Salon.com: Meet Mr. Anti-Google, an article about the man behind Google-Watch (unfortunately it seems his server is down).
The article mostly matches my experiences with him (although he's been rather rude to me). I'd like to note that it would be easy for Google to store only the user's preferences in their cookie ("I like English but not SafeSearch"), but instead they also store an identifying code ("I am user 575245214585").
I tend to think Brandt should focus on building a better web site than complaining to Google about things. Maybe I'm just thick but I couldn't figure out what namebase did from their front page (archive cache). They also ask Google not to cache their pages, which makes them hard to use when the server is down (like now).
I agree with his contention that PageRank isn't a "democracy" but I don't think we'd want it to be either. PageRank is a meritocracy, where you get the best page, not the most popular. I think that's what we want.

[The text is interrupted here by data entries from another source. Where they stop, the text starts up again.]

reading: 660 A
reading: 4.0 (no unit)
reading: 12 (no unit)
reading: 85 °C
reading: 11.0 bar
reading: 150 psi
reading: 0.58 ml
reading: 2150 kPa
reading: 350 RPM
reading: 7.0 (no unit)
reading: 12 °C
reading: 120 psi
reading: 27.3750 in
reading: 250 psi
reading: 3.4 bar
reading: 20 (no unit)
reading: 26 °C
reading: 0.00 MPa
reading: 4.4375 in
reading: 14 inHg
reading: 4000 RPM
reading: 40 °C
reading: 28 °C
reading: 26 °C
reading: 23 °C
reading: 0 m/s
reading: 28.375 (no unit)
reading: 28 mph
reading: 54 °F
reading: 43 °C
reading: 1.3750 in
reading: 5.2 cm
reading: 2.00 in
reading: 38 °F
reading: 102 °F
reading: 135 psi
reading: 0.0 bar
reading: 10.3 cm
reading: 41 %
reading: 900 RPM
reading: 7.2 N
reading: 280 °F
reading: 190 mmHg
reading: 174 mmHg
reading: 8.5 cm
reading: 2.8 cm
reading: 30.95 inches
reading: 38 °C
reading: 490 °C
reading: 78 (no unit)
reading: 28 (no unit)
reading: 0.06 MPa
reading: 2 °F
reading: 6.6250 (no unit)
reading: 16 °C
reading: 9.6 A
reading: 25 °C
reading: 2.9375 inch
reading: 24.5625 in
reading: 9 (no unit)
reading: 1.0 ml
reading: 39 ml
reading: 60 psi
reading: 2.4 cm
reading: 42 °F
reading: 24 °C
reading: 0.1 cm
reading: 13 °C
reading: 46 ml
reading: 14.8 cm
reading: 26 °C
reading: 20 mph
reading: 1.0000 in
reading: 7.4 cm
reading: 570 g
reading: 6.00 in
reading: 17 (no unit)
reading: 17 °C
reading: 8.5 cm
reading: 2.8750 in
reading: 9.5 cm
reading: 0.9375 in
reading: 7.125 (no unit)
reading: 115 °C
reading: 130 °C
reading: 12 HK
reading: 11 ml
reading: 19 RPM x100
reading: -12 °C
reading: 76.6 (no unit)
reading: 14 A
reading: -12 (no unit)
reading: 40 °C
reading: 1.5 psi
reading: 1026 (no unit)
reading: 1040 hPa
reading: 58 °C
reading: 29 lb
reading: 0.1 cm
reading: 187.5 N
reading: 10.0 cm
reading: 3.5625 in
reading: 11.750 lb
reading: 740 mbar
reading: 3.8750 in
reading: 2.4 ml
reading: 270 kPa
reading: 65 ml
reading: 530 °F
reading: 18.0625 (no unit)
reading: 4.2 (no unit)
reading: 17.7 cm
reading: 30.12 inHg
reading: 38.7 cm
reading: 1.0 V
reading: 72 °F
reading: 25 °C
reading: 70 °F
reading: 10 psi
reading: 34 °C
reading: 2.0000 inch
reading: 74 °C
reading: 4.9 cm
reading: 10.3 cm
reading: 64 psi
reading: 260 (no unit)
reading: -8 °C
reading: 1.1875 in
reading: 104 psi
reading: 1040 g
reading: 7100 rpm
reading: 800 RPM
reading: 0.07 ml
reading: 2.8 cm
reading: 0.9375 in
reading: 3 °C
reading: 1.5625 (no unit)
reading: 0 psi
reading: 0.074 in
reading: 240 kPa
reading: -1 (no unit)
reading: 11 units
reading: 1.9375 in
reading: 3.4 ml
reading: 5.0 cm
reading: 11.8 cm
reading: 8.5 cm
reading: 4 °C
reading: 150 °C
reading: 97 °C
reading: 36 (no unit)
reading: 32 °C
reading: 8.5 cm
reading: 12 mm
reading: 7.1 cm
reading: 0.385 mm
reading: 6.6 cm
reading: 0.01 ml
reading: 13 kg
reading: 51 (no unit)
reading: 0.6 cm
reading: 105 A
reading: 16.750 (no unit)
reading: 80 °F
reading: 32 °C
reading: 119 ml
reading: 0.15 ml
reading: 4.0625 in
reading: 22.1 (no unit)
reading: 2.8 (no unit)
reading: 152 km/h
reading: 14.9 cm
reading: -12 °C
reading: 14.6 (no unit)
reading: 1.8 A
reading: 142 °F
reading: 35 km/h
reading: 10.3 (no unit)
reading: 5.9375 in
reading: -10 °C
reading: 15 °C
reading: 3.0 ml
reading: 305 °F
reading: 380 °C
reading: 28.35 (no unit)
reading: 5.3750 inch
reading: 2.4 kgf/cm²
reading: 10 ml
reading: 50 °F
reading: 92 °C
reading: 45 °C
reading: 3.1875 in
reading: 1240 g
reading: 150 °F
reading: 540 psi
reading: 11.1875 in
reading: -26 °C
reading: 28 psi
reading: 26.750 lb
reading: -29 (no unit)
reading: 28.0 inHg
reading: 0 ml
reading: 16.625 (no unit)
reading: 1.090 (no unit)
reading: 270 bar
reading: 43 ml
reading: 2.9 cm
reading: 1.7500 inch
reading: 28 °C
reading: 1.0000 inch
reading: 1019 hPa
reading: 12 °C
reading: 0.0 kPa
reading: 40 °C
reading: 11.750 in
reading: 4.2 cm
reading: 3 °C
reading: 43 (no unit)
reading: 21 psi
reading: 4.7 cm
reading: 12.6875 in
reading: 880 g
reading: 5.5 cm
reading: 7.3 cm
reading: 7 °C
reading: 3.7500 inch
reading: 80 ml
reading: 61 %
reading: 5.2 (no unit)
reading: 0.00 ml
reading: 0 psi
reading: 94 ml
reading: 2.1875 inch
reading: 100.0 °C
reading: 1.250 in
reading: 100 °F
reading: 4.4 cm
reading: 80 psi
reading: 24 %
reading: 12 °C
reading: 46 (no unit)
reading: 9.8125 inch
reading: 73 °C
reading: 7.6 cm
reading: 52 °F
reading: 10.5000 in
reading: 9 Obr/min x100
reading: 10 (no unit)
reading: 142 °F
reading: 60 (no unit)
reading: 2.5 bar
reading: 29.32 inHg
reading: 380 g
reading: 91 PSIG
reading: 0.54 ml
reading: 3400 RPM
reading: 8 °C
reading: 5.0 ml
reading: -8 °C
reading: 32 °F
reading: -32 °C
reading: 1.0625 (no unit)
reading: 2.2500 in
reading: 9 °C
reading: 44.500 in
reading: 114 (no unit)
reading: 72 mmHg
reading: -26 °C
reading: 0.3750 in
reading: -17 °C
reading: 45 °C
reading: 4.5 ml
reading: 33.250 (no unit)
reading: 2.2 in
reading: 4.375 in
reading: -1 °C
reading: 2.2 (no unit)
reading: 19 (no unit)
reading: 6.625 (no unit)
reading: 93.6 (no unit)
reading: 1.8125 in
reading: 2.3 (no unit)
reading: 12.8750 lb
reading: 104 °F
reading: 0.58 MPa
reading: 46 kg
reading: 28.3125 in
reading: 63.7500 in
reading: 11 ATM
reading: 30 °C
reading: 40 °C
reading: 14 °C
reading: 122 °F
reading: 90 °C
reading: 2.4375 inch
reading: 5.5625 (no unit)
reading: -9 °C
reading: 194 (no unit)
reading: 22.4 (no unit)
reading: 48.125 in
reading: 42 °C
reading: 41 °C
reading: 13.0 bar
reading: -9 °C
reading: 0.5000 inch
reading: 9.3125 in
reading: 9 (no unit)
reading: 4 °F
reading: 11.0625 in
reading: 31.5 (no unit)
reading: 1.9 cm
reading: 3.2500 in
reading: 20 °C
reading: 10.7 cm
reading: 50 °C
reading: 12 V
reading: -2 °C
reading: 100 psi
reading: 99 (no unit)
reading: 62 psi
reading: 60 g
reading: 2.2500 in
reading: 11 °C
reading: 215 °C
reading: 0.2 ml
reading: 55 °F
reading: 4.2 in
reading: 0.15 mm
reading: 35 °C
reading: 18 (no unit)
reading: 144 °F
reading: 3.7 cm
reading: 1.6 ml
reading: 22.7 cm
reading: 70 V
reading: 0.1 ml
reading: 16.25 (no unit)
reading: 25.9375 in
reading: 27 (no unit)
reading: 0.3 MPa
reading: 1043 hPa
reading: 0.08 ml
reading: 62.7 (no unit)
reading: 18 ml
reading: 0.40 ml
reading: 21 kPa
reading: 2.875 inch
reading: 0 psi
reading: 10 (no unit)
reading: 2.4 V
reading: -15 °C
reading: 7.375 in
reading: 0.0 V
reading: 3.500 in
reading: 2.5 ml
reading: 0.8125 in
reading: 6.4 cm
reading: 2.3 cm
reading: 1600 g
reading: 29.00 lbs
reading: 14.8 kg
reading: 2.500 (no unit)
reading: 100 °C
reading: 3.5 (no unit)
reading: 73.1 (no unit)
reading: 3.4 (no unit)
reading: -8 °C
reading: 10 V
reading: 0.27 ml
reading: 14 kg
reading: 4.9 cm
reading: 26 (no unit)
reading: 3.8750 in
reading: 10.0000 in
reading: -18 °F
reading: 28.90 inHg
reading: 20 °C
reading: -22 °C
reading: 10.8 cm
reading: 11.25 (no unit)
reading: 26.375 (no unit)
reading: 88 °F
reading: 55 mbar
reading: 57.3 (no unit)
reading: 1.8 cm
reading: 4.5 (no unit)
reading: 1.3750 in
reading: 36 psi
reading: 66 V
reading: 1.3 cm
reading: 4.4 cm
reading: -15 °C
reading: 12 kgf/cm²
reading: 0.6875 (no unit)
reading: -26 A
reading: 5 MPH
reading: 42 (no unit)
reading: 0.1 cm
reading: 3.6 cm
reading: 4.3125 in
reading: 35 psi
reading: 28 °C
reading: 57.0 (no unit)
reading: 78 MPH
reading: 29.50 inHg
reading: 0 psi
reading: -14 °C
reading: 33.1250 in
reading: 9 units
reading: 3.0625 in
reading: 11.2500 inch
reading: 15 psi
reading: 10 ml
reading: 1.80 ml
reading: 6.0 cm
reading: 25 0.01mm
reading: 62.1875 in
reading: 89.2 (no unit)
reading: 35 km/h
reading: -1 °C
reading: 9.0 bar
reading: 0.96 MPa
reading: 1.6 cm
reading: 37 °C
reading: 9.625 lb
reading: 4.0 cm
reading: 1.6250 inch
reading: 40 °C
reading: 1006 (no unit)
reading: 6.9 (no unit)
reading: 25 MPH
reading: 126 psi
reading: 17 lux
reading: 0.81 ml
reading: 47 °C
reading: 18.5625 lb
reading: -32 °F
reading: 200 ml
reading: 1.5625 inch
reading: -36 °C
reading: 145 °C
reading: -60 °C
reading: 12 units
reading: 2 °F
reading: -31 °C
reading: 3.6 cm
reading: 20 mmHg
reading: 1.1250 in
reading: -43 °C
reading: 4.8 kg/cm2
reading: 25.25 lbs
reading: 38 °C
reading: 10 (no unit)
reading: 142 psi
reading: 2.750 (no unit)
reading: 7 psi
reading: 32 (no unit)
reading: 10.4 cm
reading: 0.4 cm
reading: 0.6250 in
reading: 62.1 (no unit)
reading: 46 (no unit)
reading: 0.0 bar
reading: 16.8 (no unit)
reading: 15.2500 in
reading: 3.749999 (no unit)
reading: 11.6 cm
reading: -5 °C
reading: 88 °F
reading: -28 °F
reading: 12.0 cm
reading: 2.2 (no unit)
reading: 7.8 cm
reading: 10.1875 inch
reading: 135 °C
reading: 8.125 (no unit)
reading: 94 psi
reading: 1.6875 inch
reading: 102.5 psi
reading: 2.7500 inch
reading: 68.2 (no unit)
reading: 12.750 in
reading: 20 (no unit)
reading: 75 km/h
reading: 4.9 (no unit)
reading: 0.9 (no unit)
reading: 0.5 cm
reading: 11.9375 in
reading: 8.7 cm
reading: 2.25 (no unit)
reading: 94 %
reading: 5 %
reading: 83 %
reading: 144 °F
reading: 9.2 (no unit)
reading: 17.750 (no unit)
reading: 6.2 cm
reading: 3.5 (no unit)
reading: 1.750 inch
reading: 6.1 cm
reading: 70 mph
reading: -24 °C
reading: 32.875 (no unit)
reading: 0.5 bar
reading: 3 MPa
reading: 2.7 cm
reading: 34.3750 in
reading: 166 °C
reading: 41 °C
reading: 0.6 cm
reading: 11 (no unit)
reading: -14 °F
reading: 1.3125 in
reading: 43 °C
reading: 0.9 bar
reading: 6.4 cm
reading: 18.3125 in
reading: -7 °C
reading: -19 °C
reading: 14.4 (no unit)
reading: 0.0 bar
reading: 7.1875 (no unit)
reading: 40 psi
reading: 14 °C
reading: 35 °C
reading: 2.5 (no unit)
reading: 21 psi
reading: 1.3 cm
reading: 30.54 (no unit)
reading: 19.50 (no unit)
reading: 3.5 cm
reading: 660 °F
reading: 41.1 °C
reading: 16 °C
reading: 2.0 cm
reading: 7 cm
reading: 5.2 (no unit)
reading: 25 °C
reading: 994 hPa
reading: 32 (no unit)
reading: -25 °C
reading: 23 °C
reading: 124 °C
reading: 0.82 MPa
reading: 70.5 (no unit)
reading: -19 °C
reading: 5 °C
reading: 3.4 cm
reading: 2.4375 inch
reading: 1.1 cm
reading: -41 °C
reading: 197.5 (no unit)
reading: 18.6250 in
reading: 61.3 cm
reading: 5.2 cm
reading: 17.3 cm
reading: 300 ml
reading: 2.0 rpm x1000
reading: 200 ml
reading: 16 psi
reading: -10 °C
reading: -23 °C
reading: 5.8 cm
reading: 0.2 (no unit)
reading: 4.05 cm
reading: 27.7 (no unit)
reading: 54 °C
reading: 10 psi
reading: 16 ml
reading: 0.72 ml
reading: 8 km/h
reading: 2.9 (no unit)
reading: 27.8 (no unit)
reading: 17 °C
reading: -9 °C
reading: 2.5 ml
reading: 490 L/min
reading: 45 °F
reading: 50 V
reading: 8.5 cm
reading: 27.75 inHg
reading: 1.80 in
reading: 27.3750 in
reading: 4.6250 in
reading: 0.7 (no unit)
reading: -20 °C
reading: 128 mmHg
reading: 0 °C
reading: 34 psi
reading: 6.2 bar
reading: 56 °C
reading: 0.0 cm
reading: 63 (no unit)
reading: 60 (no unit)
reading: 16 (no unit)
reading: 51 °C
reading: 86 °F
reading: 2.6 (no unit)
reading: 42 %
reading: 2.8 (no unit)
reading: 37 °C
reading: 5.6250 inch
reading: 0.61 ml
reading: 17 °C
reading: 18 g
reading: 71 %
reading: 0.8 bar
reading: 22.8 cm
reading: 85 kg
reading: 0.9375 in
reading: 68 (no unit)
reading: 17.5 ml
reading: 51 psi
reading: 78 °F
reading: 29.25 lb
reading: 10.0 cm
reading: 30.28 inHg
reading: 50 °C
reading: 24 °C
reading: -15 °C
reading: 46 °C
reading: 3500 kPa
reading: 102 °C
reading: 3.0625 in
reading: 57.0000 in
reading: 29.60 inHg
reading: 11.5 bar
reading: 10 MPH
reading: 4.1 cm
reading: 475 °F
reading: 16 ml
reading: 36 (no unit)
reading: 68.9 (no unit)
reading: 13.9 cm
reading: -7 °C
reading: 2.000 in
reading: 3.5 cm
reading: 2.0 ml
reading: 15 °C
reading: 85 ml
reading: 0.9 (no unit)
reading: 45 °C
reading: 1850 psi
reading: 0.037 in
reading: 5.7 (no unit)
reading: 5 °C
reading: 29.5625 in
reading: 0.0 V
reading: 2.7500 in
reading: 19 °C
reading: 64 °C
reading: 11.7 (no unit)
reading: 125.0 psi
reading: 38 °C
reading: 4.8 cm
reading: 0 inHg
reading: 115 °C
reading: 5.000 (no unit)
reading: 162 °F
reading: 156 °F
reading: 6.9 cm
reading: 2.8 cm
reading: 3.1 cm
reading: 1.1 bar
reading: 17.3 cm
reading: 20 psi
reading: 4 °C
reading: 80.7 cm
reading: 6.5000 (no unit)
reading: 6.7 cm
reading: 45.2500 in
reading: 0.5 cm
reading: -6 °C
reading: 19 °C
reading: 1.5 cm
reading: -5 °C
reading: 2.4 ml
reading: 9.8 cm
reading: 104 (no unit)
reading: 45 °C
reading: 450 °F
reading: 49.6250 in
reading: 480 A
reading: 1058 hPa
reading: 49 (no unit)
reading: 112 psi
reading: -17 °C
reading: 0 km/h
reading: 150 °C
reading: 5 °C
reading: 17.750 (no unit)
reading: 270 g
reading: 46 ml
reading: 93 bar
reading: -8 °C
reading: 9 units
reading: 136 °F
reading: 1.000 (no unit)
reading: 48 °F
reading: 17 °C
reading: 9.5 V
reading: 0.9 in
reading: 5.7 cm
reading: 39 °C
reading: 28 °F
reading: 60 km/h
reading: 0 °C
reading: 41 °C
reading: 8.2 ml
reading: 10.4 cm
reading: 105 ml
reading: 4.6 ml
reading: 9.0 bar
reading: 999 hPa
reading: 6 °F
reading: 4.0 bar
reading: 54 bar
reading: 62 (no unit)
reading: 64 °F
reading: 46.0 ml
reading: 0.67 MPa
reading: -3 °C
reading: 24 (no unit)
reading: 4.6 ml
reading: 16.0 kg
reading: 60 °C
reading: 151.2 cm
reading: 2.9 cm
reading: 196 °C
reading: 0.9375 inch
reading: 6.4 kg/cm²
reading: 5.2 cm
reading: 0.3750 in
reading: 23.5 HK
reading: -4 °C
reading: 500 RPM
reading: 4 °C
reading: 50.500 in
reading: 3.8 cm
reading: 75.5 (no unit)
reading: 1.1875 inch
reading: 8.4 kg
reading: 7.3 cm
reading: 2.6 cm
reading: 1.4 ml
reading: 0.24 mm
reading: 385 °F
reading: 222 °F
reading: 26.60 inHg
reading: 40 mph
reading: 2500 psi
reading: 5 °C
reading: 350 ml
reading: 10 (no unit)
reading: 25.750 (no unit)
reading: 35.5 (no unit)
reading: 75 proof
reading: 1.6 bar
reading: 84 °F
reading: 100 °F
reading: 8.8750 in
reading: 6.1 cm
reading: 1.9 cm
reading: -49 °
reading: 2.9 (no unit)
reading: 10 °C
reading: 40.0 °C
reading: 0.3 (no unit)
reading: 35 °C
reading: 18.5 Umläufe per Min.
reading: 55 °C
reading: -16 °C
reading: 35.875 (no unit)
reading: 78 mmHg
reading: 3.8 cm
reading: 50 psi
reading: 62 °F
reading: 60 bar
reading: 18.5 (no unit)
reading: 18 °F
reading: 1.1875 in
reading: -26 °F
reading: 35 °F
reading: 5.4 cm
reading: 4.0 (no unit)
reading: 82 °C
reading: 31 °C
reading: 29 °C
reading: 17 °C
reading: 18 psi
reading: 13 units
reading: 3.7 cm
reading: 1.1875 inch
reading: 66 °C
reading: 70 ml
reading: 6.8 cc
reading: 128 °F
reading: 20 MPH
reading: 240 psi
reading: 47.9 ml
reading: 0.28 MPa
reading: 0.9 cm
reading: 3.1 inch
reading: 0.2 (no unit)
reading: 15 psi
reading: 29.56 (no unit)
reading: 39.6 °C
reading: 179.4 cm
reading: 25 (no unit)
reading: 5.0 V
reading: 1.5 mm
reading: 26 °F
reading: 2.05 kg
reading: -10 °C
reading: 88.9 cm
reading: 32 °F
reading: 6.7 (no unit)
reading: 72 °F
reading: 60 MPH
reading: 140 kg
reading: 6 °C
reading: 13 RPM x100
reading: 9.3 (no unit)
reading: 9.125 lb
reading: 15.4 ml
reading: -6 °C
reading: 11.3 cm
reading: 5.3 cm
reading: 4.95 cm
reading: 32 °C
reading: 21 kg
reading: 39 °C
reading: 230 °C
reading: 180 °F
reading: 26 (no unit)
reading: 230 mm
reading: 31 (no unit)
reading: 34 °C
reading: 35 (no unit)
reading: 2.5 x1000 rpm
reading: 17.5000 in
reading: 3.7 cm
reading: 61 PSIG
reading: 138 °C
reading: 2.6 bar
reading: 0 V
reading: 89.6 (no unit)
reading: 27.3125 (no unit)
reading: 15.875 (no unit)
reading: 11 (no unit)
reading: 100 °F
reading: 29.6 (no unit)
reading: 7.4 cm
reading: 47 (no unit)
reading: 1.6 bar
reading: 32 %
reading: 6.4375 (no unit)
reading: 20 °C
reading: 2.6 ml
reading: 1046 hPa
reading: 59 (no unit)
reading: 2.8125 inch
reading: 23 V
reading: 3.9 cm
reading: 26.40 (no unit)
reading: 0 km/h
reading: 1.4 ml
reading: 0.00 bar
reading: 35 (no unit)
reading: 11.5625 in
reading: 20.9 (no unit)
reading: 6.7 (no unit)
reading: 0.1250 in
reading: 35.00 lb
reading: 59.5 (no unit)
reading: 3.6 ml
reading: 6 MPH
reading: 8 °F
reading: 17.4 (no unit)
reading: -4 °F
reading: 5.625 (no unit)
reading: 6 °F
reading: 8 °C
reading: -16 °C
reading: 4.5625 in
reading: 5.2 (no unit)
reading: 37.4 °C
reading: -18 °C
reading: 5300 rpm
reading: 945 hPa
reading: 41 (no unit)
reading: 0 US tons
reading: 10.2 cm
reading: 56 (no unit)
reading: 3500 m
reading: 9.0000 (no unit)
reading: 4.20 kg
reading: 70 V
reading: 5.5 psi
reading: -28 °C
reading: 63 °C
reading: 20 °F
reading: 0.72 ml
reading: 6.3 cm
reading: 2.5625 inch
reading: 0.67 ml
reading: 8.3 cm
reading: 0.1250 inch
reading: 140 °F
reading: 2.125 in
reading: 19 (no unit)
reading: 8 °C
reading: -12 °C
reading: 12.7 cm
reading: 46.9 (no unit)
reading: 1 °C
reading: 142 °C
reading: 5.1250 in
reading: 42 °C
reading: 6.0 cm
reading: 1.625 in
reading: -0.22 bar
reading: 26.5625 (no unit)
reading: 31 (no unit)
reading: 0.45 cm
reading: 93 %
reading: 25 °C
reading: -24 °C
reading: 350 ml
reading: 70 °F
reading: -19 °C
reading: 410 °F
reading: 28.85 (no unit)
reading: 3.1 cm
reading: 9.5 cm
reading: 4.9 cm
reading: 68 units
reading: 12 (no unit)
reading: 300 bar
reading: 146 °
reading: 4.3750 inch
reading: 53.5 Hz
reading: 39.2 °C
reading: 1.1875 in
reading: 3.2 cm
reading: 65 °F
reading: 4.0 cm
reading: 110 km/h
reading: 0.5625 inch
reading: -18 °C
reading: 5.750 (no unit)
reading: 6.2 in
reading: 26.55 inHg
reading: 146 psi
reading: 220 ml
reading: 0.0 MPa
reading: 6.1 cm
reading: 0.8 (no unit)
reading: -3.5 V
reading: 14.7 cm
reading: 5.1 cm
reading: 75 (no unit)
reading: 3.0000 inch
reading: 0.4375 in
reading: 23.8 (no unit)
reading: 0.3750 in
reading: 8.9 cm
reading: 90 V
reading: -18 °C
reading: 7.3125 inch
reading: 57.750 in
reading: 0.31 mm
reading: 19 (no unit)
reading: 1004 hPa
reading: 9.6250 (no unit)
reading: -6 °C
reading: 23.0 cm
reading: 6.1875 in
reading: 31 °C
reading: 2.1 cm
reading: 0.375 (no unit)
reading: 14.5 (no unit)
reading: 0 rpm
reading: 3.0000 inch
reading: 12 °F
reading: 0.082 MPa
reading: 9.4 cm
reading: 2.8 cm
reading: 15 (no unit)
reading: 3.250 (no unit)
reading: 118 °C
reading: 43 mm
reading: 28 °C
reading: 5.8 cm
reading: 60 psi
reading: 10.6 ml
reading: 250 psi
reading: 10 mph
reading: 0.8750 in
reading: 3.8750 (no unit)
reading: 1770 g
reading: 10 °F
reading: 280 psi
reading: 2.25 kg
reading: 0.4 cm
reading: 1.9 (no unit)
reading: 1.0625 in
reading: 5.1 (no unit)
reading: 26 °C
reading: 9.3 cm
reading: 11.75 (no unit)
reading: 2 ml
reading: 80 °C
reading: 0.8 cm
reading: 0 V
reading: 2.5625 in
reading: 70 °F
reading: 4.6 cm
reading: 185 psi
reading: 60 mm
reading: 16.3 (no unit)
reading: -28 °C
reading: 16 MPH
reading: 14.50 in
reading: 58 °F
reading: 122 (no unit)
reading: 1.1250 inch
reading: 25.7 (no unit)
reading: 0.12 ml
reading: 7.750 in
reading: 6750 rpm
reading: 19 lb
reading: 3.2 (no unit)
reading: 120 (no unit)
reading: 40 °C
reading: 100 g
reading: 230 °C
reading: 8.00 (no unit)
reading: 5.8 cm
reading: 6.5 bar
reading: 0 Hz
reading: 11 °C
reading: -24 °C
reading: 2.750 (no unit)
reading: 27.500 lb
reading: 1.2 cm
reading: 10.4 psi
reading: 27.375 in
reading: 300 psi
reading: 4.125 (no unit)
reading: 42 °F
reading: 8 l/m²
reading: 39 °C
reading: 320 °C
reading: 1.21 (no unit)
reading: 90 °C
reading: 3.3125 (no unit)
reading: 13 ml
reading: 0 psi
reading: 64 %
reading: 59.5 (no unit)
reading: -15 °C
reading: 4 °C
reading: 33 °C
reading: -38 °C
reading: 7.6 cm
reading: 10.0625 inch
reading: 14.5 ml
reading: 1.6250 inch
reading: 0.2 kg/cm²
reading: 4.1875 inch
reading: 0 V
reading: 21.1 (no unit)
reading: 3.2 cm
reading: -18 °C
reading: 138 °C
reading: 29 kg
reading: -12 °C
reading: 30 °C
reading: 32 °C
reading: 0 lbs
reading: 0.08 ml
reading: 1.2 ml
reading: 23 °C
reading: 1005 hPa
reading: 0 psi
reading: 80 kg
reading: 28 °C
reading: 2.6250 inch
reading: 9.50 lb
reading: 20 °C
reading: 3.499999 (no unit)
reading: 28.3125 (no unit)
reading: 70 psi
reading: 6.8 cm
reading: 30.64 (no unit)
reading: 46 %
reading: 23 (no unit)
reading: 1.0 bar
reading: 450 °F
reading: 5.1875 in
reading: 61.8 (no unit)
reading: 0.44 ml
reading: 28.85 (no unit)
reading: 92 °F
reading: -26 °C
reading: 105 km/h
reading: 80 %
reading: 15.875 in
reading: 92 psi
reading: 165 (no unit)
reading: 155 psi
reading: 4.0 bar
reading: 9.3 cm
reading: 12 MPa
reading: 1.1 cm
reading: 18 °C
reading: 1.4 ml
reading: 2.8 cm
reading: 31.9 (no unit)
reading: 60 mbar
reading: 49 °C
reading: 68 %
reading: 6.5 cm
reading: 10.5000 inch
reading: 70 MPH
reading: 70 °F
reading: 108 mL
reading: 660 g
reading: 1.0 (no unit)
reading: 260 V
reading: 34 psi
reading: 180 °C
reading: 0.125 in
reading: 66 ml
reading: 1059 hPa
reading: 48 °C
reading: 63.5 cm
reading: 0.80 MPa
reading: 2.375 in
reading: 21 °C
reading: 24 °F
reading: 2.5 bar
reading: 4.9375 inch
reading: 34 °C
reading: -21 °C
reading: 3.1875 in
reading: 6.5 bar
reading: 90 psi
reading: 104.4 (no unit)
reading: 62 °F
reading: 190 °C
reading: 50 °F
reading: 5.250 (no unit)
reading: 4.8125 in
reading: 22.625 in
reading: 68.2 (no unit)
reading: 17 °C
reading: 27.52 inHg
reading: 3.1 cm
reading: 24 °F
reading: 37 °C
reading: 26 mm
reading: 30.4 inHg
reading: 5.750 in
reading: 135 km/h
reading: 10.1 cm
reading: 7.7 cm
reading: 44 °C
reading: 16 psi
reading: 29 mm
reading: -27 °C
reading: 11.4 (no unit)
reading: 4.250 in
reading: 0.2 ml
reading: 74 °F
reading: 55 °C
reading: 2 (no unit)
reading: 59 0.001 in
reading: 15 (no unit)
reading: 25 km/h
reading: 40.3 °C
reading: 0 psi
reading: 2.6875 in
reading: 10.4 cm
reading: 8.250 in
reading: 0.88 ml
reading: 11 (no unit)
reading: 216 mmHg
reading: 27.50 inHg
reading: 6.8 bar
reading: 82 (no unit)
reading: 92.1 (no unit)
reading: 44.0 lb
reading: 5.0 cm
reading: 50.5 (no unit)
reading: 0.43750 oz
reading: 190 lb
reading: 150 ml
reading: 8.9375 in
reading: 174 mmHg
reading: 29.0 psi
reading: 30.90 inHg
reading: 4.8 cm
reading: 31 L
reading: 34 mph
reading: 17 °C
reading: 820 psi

I'm sympathetic to the fact that Google has become extremely important and I do think they should be far more open to the public (I'd even go so far to say that they should be come a not-for-profit public-benefit corporation -- I'm sure they'd get plenty of donations) but the fact is that building a search engine isn't all that difficult. As Raph Levien has said, Google's competitors have been kind enough to just go in the corner and die. If you think your system will get better results than Google's, go build it and show us like Page and Brin did at Stanford years ago.